`Retaliation'

THE internal debate within the Reagan administration over the issue of terrorism -- whether to retaliate in kind against terrorist actions -- has not been clarified by reports that the United States has aided the Salvadorean Army in retaliating against guerrillas purportedly responsible for the June 19 murders of six Americans at two outdoor caf'es in San Salvador. Indeed, the Pentagon's handling of the matter raises more questions than it answers. Moreover, any intentional or inadvertent exultation by Washington about ``retaliation'' against the guerrillas, if in fact such an incident took place, seems misdirected. There can be no denying the military necessity for Salvadorean forces intercepting, arresting, or, if necessary, destroying hostile antigovernment forces in a combat situation. But it is quite another matter, and more troubling, for the US government t o seem to be publicly promoting the destruction of alleged assailants who may or may not have been involved in a prior terrorist incident.

The antiguerrilla incident in dispute took place in El Salvador in late June, when, according to Defense Secretary Caspar Weinberger, Salvadorean troops, aided by US intelligence reports, attacked encampments of the Central American Revolutionary Workers Party, which had taken responsibility for killing the six Americans.

Secretary Weinberger told the Mutual Broadcasting System that ``with our assistance [El Salvador] has taken care of, in one way or another, taken prisoner or killed . . . a number of the people who participated'' in the June 19 killings of the Americans. A Pentagon spokesman later backtracked from Mr. Weinberger's comments by saying that the defense secretary had not meant to imply that the guerrillas killed by the Salvadorean forces were the ``actual trigger men'' in the caf'e shootings. Rather, he sai d, they were merely members of the guerrilla organization that had claimed responsibility.

Now, what's going on here? Secretary of State George Shultz, it might be recalled, has been calling for a swift US response to terrorist actions against the US, even if ``there is a potential for loss of life of . . . some innocent people.'' Secretary Weinberger, by contrast, has urged caution and restraint in the use of military force, including retaliation. Has Mr. Weinberger now moved closer to the Shultz position? Or was he merely speaking off the cuff regarding the Salvadorean antiguerrilla operati on?

If this was a retaliatory incident, the words of a Salvadorean military spokesmen have a particularly unpleasant ring to them: The 21 or so rebels killed in the operation, he says, ``weren't the ones specifically responsible for the attack'' on the Americans at the outdoor caf'es back in June.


=== Work required ===
In the entries below, find the line with "The width and height of the screenshot is (577, 261)." and print exactly every line from there up to and including the line with "Task: Click on the tspan: 14k", with no other lines.

=== Records supplied ===
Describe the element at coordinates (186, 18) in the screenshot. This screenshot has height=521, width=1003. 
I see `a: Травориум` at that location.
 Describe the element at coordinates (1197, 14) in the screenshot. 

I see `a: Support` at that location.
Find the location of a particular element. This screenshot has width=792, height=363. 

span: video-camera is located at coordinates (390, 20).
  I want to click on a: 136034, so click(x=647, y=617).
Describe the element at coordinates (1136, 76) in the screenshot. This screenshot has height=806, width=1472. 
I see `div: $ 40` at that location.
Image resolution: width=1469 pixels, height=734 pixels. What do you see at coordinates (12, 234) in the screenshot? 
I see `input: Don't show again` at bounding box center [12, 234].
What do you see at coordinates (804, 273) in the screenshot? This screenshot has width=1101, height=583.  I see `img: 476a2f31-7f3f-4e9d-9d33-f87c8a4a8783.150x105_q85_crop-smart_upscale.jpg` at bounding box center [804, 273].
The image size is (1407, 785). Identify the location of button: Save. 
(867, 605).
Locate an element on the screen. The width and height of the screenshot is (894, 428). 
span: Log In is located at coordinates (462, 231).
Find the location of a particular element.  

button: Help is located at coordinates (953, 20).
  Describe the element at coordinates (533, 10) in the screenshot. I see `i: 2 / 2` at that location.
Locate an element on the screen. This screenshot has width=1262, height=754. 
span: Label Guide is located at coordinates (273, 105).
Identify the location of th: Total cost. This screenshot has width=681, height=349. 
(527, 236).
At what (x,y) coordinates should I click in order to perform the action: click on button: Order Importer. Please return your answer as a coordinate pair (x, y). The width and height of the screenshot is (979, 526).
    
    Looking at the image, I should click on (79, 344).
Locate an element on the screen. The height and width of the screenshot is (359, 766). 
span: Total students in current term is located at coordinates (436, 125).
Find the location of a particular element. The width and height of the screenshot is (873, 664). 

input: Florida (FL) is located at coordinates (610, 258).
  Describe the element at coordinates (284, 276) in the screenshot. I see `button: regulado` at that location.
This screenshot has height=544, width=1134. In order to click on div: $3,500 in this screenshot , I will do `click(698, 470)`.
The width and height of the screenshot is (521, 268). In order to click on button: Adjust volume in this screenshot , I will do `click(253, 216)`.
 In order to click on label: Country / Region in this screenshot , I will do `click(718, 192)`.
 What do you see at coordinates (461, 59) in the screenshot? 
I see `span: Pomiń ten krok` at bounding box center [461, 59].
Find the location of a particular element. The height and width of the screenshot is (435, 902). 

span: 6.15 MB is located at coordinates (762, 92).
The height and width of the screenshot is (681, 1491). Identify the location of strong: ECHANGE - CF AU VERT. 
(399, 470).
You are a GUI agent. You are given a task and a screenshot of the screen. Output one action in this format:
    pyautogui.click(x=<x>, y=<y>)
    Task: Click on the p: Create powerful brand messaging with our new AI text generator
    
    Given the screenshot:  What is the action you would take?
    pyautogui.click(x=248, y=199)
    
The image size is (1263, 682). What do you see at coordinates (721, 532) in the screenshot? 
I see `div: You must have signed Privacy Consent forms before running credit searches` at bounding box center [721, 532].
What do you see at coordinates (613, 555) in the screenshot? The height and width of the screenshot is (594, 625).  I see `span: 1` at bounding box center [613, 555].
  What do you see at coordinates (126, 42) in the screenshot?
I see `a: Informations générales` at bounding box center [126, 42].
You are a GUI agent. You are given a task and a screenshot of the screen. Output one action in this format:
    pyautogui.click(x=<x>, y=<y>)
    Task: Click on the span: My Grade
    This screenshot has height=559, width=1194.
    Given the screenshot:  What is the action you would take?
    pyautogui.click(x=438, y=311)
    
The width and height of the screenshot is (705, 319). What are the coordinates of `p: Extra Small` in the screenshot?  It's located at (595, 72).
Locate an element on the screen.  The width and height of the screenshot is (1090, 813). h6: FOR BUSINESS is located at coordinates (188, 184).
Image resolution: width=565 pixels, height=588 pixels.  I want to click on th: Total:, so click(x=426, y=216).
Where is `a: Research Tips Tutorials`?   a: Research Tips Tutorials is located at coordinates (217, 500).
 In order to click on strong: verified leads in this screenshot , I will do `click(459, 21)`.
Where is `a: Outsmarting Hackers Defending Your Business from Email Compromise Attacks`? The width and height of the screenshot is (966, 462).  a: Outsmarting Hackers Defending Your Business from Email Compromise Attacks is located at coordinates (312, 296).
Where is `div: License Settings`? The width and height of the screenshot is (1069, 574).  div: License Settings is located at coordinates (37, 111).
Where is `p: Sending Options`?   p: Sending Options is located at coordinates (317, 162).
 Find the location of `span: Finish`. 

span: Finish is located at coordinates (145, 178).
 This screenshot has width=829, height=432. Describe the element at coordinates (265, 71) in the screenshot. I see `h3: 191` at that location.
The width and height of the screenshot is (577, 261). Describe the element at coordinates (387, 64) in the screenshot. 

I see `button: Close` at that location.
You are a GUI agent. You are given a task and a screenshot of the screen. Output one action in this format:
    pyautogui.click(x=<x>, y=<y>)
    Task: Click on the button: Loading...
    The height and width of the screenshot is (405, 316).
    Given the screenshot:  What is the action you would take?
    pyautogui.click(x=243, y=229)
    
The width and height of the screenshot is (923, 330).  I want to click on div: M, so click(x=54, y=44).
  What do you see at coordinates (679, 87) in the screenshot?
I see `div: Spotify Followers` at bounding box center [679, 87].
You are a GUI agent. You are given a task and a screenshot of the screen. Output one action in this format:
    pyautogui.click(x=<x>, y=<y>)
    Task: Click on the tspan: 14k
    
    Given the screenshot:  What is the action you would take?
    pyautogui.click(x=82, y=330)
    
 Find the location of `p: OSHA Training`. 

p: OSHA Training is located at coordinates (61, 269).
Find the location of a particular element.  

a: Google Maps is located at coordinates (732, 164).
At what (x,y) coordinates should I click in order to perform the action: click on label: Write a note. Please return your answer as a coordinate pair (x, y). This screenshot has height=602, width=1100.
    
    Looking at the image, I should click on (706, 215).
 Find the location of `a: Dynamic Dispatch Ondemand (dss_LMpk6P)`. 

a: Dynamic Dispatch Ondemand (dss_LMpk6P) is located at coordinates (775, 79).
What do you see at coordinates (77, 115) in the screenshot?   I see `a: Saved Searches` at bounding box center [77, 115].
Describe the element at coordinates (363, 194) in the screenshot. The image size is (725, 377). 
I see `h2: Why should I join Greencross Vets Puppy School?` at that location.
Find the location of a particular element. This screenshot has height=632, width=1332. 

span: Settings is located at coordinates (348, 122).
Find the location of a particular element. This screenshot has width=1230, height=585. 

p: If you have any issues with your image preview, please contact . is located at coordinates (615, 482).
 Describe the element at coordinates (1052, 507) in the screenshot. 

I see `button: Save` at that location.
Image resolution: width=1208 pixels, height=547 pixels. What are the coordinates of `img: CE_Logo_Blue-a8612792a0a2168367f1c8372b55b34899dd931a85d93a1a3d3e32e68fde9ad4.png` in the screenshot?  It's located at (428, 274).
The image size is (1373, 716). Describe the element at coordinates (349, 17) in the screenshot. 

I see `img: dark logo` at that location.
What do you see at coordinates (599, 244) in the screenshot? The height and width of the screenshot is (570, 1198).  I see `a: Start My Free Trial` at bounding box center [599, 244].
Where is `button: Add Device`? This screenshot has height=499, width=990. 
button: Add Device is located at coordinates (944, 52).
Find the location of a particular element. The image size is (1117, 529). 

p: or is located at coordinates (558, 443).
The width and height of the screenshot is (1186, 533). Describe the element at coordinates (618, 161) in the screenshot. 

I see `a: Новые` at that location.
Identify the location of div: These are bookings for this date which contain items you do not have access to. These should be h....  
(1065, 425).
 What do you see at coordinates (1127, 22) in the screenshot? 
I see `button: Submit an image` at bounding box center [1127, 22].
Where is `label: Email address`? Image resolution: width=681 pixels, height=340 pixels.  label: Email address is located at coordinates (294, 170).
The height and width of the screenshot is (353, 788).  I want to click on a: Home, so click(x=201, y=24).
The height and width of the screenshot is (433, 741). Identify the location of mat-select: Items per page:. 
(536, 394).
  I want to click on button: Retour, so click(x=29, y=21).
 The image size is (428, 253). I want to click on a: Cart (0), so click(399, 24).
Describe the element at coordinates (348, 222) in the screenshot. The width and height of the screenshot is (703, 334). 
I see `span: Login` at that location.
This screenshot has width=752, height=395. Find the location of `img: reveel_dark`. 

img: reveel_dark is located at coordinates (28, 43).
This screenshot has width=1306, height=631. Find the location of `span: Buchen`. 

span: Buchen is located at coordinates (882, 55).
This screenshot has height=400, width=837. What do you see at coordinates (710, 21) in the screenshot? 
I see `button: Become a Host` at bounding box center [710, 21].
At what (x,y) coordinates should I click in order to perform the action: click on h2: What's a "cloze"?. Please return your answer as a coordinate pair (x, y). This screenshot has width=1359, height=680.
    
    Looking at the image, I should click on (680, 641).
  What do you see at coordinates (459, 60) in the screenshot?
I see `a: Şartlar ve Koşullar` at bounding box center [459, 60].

=== Reply to the exercise ===
The width and height of the screenshot is (577, 261). Describe the element at coordinates (387, 64) in the screenshot. 

I see `button: Close` at that location.
You are a GUI agent. You are given a task and a screenshot of the screen. Output one action in this format:
    pyautogui.click(x=<x>, y=<y>)
    Task: Click on the button: Loading...
    The height and width of the screenshot is (405, 316).
    Given the screenshot:  What is the action you would take?
    pyautogui.click(x=243, y=229)
    
The width and height of the screenshot is (923, 330).  I want to click on div: M, so click(x=54, y=44).
  What do you see at coordinates (679, 87) in the screenshot?
I see `div: Spotify Followers` at bounding box center [679, 87].
You are a GUI agent. You are given a task and a screenshot of the screen. Output one action in this format:
    pyautogui.click(x=<x>, y=<y>)
    Task: Click on the tspan: 14k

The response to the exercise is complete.